The scary of climate change: The coldest animals cannot live anymore

Climate change has caused animals to die massively when temperatures rise suddenly in some areas.

Climate change has caused animals to die massively when temperatures rise suddenly in some areas.

In India, where temperatures reach 46 degrees Celsius, a herd of monkeys dies when they cannot find water. In Australia, too high temperatures cause a series of bats to die, falling from the sky. Meanwhile in the Bering Sea, ancient seagulls have starved to death due to abundant food sources that have migrated to cooler waters.

And most recently, in the land that seems to be unaffected by global warming - the subarctic region - many reindeer also suffer the same fate.

Starvation for climate change

In Norway's Svalbard Islands, bodies of more than 200 reindeer were found by a group of three scientists from the Norwegian Polar Institute (Norwegian Polar Institute - NPI) in the annual census of dynamic populations. object.

The body of a wild deer was found by a team of three scientists from the Norwegian Polar Institute (NPI) in the annual census of the animal population, The Guardian newspaper, July 30, 2019.

Picture 1 of The scary of climate change: The coldest animals cannot live anymore

Climate change causes the temperature to spike, causing animals to die in mass.

NPI stresses that this is the first time the institute has recorded such a mass death within 40 years of tracking their reindeer population.

Winter in the Arctic takes place from October to March and scientists think these reindeer were starved to death during that time.
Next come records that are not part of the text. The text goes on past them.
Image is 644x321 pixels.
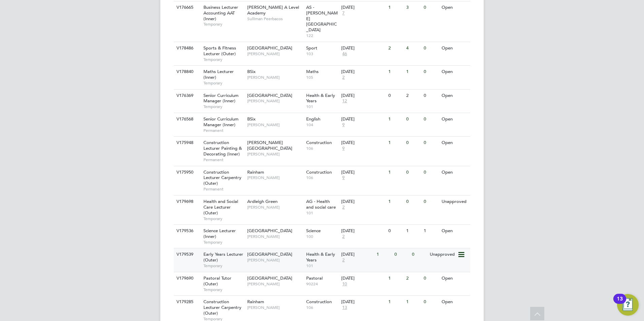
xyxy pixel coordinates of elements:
div: V179536 [174,225,198,237]
div: V179285 [174,296,198,308]
span: [PERSON_NAME] A Level Academy [247,5,299,16]
div: [DATE] [341,276,385,281]
span: Construction Lecturer Carpentry (Outer) [203,299,241,316]
div: [DATE] [341,117,385,122]
div: 2 [404,272,422,285]
div: Open [439,272,469,285]
div: V179539 [174,248,198,261]
span: Pastoral [306,275,323,281]
div: [DATE] [341,93,385,98]
span: Temporary [203,104,243,109]
div: 1 [386,113,404,125]
span: [PERSON_NAME] [247,175,303,181]
span: [GEOGRAPHIC_DATA] [247,275,293,281]
div: 0 [404,113,422,125]
div: 1 [386,272,404,285]
span: 106 [306,305,338,310]
div: 0 [393,248,410,261]
span: Maths Lecturer (Inner) [203,69,234,80]
span: Sulliman Peerbacos [247,16,303,21]
span: 12 [341,98,348,104]
div: Open [439,296,469,308]
span: 106 [306,175,338,181]
span: 9 [341,175,346,181]
span: 2 [341,75,346,80]
span: 106 [306,146,338,151]
div: Open [439,90,469,102]
div: 0 [422,42,439,55]
span: Maths [306,69,319,75]
div: V178840 [174,66,198,78]
div: 1 [404,66,422,78]
span: 46 [341,52,348,57]
span: 7 [341,10,346,16]
span: [PERSON_NAME] [247,75,303,80]
div: 0 [422,196,439,208]
div: 1 [404,225,422,237]
div: 1 [386,166,404,178]
div: 0 [422,136,439,149]
div: 1 [386,296,404,308]
div: 0 [422,296,439,308]
span: Senior Curriculum Manager (Inner) [203,116,239,128]
span: Temporary [203,239,243,245]
span: 2 [341,258,346,263]
span: Temporary [203,57,243,63]
span: 2 [341,234,346,239]
span: Pastoral Tutor (Outer) [203,275,232,287]
div: 13 [616,299,623,308]
span: Science [306,227,320,234]
div: Open [439,42,469,55]
div: 0 [410,248,427,261]
div: 3 [404,2,422,13]
div: Open [439,225,469,237]
span: Construction Lecturer Carpentry (Outer) [203,170,241,186]
span: 2 [341,204,346,210]
div: V175950 [174,166,198,178]
div: 0 [386,225,404,237]
span: [PERSON_NAME] [247,305,303,310]
span: Ardleigh Green [247,198,278,204]
span: Temporary [203,21,243,27]
div: Open [439,166,469,178]
div: 0 [422,2,439,13]
div: [DATE] [341,199,385,204]
button: Open Resource Center, 13 new notifications [617,294,638,315]
span: [PERSON_NAME] [247,204,303,210]
span: 101 [306,104,338,109]
span: 13 [341,305,348,311]
div: V176665 [174,2,198,13]
div: Open [439,113,469,125]
span: AG - Health and social care [306,198,335,210]
span: Temporary [203,263,243,269]
span: 10 [341,281,348,287]
span: 105 [306,75,338,80]
span: Sports & Fitness Lecturer (Outer) [203,45,236,56]
div: 2 [386,42,404,55]
span: [PERSON_NAME] [247,151,303,157]
div: V178486 [174,42,198,55]
span: Business Lecturer Accounting AAT (Inner) [203,5,238,21]
div: 4 [404,42,422,55]
span: 103 [306,52,338,56]
span: [PERSON_NAME] [247,281,303,287]
div: 0 [404,196,422,208]
span: BSix [247,69,255,75]
div: [DATE] [341,5,385,10]
div: V175948 [174,136,198,149]
span: [PERSON_NAME] [247,234,303,239]
div: 0 [404,136,422,149]
span: [GEOGRAPHIC_DATA] [247,251,293,257]
div: Unapproved [439,196,469,208]
span: Construction Lecturer Painting & Decorating (Inner) [203,139,242,157]
span: 122 [306,33,338,38]
div: V179698 [174,196,198,208]
span: BSix [247,116,255,122]
div: 0 [386,90,404,102]
span: [GEOGRAPHIC_DATA] [247,45,293,51]
span: [PERSON_NAME] [247,52,303,56]
span: 100 [306,234,338,239]
span: Permanent [203,128,243,133]
span: Construction [306,170,332,175]
div: 2 [404,90,422,102]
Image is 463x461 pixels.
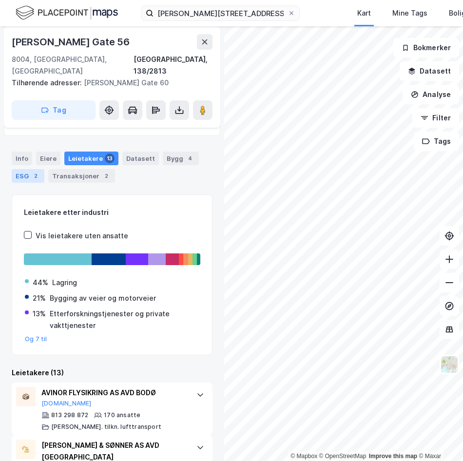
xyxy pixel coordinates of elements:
div: 2 [101,171,111,181]
div: Leietakere [64,152,118,165]
a: Mapbox [291,453,317,460]
div: Mine Tags [393,7,428,19]
div: [PERSON_NAME] Gate 60 [12,77,205,89]
div: 8004, [GEOGRAPHIC_DATA], [GEOGRAPHIC_DATA] [12,54,134,77]
div: Vis leietakere uten ansatte [36,230,128,242]
div: Eiere [36,152,60,165]
a: Improve this map [369,453,417,460]
button: Tag [12,100,96,120]
div: AVINOR FLYSIKRING AS AVD BODØ [41,387,187,399]
button: Tags [414,132,459,151]
div: Lagring [52,277,77,289]
div: Kontrollprogram for chat [415,415,463,461]
img: Z [440,355,459,374]
iframe: Chat Widget [415,415,463,461]
div: Etterforskningstjenester og private vakttjenester [50,308,199,332]
div: [GEOGRAPHIC_DATA], 138/2813 [134,54,213,77]
div: Transaksjoner [48,169,115,183]
button: Analyse [403,85,459,104]
div: ESG [12,169,44,183]
button: [DOMAIN_NAME] [41,400,92,408]
div: Datasett [122,152,159,165]
div: 13 [105,154,115,163]
button: Bokmerker [394,38,459,58]
div: Leietakere etter industri [24,207,200,218]
div: [PERSON_NAME] Gate 56 [12,34,132,50]
div: Leietakere (13) [12,367,213,379]
div: 44% [33,277,48,289]
div: 13% [33,308,46,320]
div: Bygg [163,152,199,165]
span: Tilhørende adresser: [12,79,84,87]
button: Datasett [400,61,459,81]
img: logo.f888ab2527a4732fd821a326f86c7f29.svg [16,4,118,21]
button: Og 7 til [25,336,47,343]
a: OpenStreetMap [319,453,367,460]
div: Info [12,152,32,165]
div: [PERSON_NAME]. tilkn. lufttransport [51,423,161,431]
div: 4 [185,154,195,163]
div: 2 [31,171,40,181]
div: Bygging av veier og motorveier [50,293,156,304]
div: 813 298 872 [51,412,88,419]
div: 170 ansatte [104,412,140,419]
div: Kart [357,7,371,19]
input: Søk på adresse, matrikkel, gårdeiere, leietakere eller personer [154,6,288,20]
button: Filter [413,108,459,128]
div: 21% [33,293,46,304]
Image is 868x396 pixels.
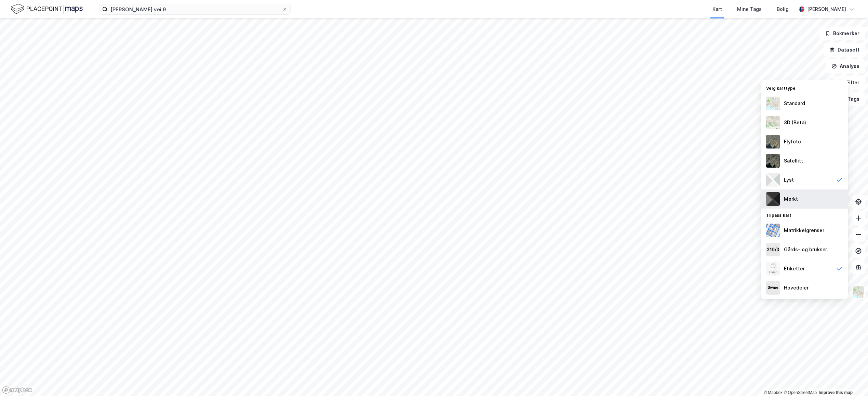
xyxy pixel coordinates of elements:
[107,4,282,14] input: Søk på adresse, matrikkel, gårdeiere, leietakere eller personer
[761,82,848,94] div: Velg karttype
[766,193,780,206] img: nCdM7BzjoCAAAAAElFTkSuQmCC
[784,119,806,127] div: 3D (Beta)
[766,154,780,168] img: 9k=
[819,391,853,395] a: Improve this map
[784,138,801,146] div: Flyfoto
[766,224,780,237] img: cadastreBorders.cfe08de4b5ddd52a10de.jpeg
[823,43,865,57] button: Datasett
[766,97,780,110] img: Z
[784,265,804,273] div: Etiketter
[784,284,808,292] div: Hovedeier
[766,281,780,295] img: majorOwner.b5e170eddb5c04bfeeff.jpeg
[784,246,828,254] div: Gårds- og bruksnr.
[832,76,865,89] button: Filter
[712,5,722,14] div: Kart
[766,135,780,149] img: Z
[826,60,865,73] button: Analyse
[761,209,848,221] div: Tilpass kart
[783,391,817,395] a: OpenStreetMap
[11,3,82,15] img: logo.f888ab2527a4732fd821a326f86c7f29.svg
[766,173,780,187] img: luj3wr1y2y3+OchiMxRmMxRlscgabnMEmZ7DJGWxyBpucwSZnsMkZbHIGm5zBJmewyRlscgabnMEmZ7DJGWxyBpucwSZnsMkZ...
[819,26,865,40] button: Bokmerker
[784,100,805,107] div: Standard
[737,5,761,14] div: Mine Tags
[833,92,865,106] button: Tags
[784,195,798,203] div: Mørkt
[834,364,868,396] iframe: Chat Widget
[2,386,32,394] a: Mapbox homepage
[807,5,846,14] div: [PERSON_NAME]
[784,176,794,184] div: Lyst
[766,116,780,129] img: Z
[764,391,783,395] a: Mapbox
[784,157,803,165] div: Satellitt
[766,243,780,257] img: cadastreKeys.547ab17ec502f5a4ef2b.jpeg
[766,262,780,276] img: Z
[784,227,824,235] div: Matrikkelgrenser
[852,286,865,299] img: Z
[777,5,789,14] div: Bolig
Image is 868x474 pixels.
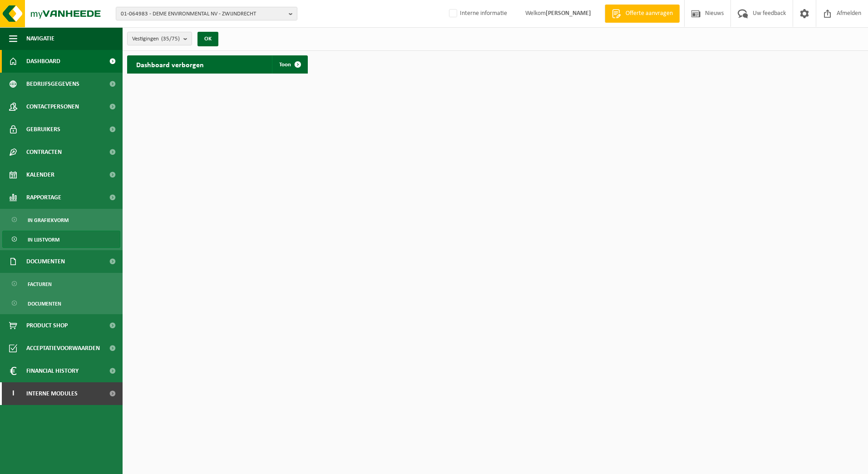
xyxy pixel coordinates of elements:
span: Interne modules [26,382,78,405]
span: I [9,382,18,405]
span: Kalender [26,163,54,186]
span: Contactpersonen [26,95,79,118]
span: In lijstvorm [28,231,59,248]
span: Navigatie [26,27,54,50]
a: Toon [272,55,307,74]
button: Vestigingen(35/75) [127,32,192,46]
a: In lijstvorm [2,231,120,248]
span: Product Shop [26,314,67,337]
span: Financial History [26,360,78,382]
span: Facturen [28,275,52,293]
a: Documenten [2,295,120,312]
h2: Dashboard verborgen [127,55,213,73]
span: In grafiekvorm [28,211,69,229]
count: (35/75) [161,36,180,42]
span: Vestigingen [132,32,180,46]
label: Interne informatie [447,7,507,21]
span: Gebruikers [26,118,60,141]
span: 01-064983 - DEME ENVIRONMENTAL NV - ZWIJNDRECHT [121,7,285,21]
span: Documenten [26,250,65,273]
span: Contracten [26,141,62,163]
span: Dashboard [26,50,60,73]
span: Rapportage [26,186,62,209]
span: Offerte aanvragen [623,9,675,18]
a: Offerte aanvragen [605,5,680,22]
span: Acceptatievoorwaarden [26,337,100,360]
span: Toon [279,62,291,67]
span: Bedrijfsgegevens [26,73,79,95]
span: Documenten [28,295,62,312]
strong: [PERSON_NAME] [545,10,591,17]
button: OK [198,32,219,46]
a: Facturen [2,275,120,292]
button: 01-064983 - DEME ENVIRONMENTAL NV - ZWIJNDRECHT [116,7,297,21]
a: In grafiekvorm [2,211,120,228]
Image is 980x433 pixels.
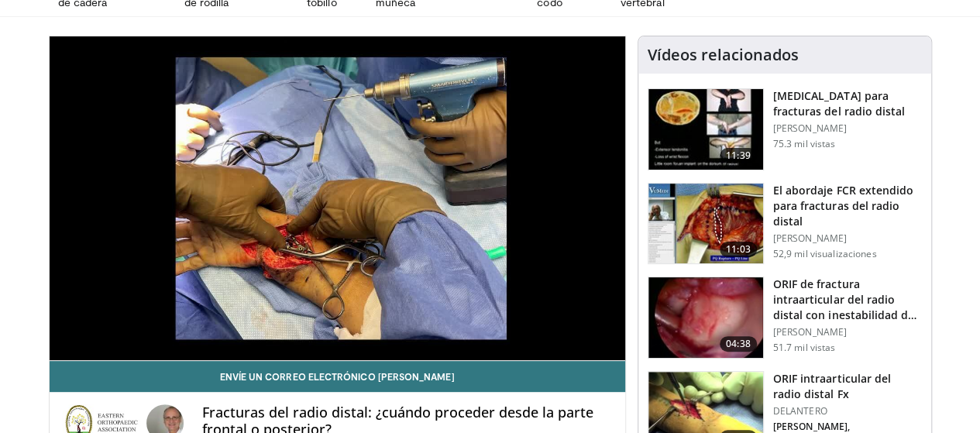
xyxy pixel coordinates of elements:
font: 51.7 mil vistas [773,341,836,354]
font: 75.3 mil vistas [773,137,836,150]
a: 11:39 [MEDICAL_DATA] para fracturas del radio distal [PERSON_NAME] 75.3 mil vistas [647,88,922,171]
a: 11:03 El abordaje FCR extendido para fracturas del radio distal [PERSON_NAME] 52,9 mil visualizac... [647,183,922,265]
font: [MEDICAL_DATA] para fracturas del radio distal [773,88,905,118]
img: Vumedi-_volar_plating_100006814_3.jpg.150x105_q85_crop-smart_upscale.jpg [648,89,763,170]
img: f205fea7-5dbf-4452-aea8-dd2b960063ad.150x105_q85_crop-smart_upscale.jpg [648,277,763,357]
a: 04:38 ORIF de fractura intraarticular del radio distal con inestabilidad de la articulación radio... [647,277,922,358]
img: 275697_0002_1.png.150x105_q85_crop-smart_upscale.jpg [648,183,763,264]
font: 11:39 [726,148,751,162]
a: Envíe un correo electrónico [PERSON_NAME] [50,361,625,392]
font: DELANTERO [773,405,827,418]
font: 04:38 [726,337,751,350]
font: [PERSON_NAME] [773,231,847,245]
font: 11:03 [726,243,751,255]
font: [PERSON_NAME] [773,122,847,135]
font: Vídeos relacionados [647,44,799,65]
font: 52,9 mil visualizaciones [773,247,877,261]
font: El abordaje FCR extendido para fracturas del radio distal [773,183,914,229]
font: ORIF de fractura intraarticular del radio distal con inestabilidad de la articulación radioesquel... [773,277,917,369]
font: ORIF intraarticular del radio distal Fx [773,371,891,401]
video-js: Video Player [50,36,625,361]
font: Envíe un correo electrónico [PERSON_NAME] [220,371,454,381]
font: [PERSON_NAME] [773,325,847,339]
And the cause is nothing but global warming .

According to The Independent, Svalbard, the capital of Longyearbyen, the world's most northern town, is believed to be the fastest warming of any other human living area on earth.

The sudden warming temperature in the area leads to a sudden increase in rainfall. Rain then encounters freezing cold temperatures creating a thick ice in the reindeer's living area. And it is this thick ice that makes reindeer unable to access vegetation as their source of food.

NPI scientists also hypothesized that a large number of baby reindeer born last year may contribute to an unusually high mortality rate, because smaller and weaker children are often individuals. first die. However, the main cause of mass deaths this year is believed by scientists to come from global warming.

The Arctic reindeer population has fallen 56% in the past two decades, a 2018 report by the National Oceanic and Atmospheric Administration revealed. Without grazing reindeer, other invasive and exotic plants can spread across the Arctic tundra, another serious impact caused by warming.